Phone Booths
Ah, the services that we grew up with we took for granted would always exist. The guy at the gas station would always be willing to throw in some nice freebie just so we would continue to buy his fuel. Your favorite AM station would continue to blast great rock and roll music across the country after dark. And you could always duck into a phone booth to make a call insulated from the elements and noise of the street.
Individual telephone booths still exist, but the ones that do have been in place for many years. As they decay, they are being removed, to be replaced by small standalone kiosk phones, or perhaps not being replaced at all.
After all, we all carry cell phones nowadays, don't we?
I was a kid who was whisked down Interstate highways at 75 MPH. Billboards had to be huge in order to be noticed.

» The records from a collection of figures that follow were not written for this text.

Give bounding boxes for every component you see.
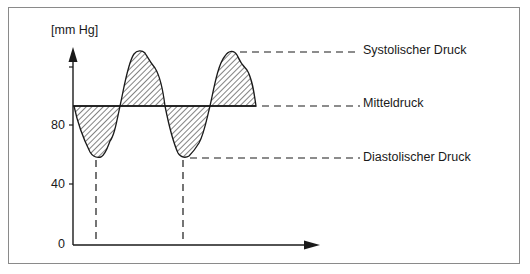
- systolic-label: Systolischer Druck: [363, 44, 467, 57]
- blood-pressure-diagram: [0, 0, 530, 274]
- pressure-waveform: [74, 51, 256, 157]
- mean-label: Mitteldruck: [363, 97, 423, 110]
- tick-label-0: 0: [35, 238, 65, 251]
- tick-label-40: 40: [35, 178, 65, 191]
- y-axis-arrow-icon: [69, 47, 78, 62]
- diastolic-label: Diastolischer Druck: [363, 151, 471, 164]
- y-axis-unit-label: [mm Hg]: [51, 24, 98, 37]
- x-axis-arrow-icon: [304, 241, 320, 250]
- tick-label-80: 80: [35, 119, 65, 132]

In the summer of 1967, we traveled to Montreal to see Expo 67. On the way back, I got to see some pretty amazing stuff, including Niagara Falls, the Great Smokeys, and about a million painted barns and roadside signs imploring me to See Rock City.

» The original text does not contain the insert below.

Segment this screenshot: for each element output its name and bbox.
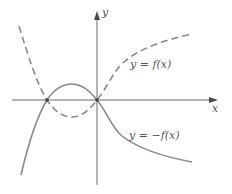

If ever a TV show defined what was cool circa 1966, it was The Wild Wild West. from its
In 1937, Illini graduate student Michael Sveda was working on trying to synthesize an anti-fever medication. Like all health-conscious individuals of the era, he was having a smoke whilst working. Laying it on the table for a bit, he picked it up and was surprised that the tip tasted quite sweet. That taste prompted him to do more research and seek a patent.
This column was inspired by the sad news of the death of Earle Hagen, former big-band musician who is better known for composing (and whistling) the theme to the Andy Griffith Show. He also wrote themes for a dazzling amount of other series, including I Spy, That Girl, The Dick Van Dyke Show, Gomer Pyle, USMC, and a whole lot more.
The year was 1972. George Carlin, brilliant comedian best known at the time for his portrayal of the "Hippy Dippy Weatherman" on Johnny Carson and Flip Wilson Show appearances, released an album called Class Clown. The album, which appeared without parental advisory labels way back then, contained a brilliant, highly offensive routine called "Seven Words You Can Never Say on Television."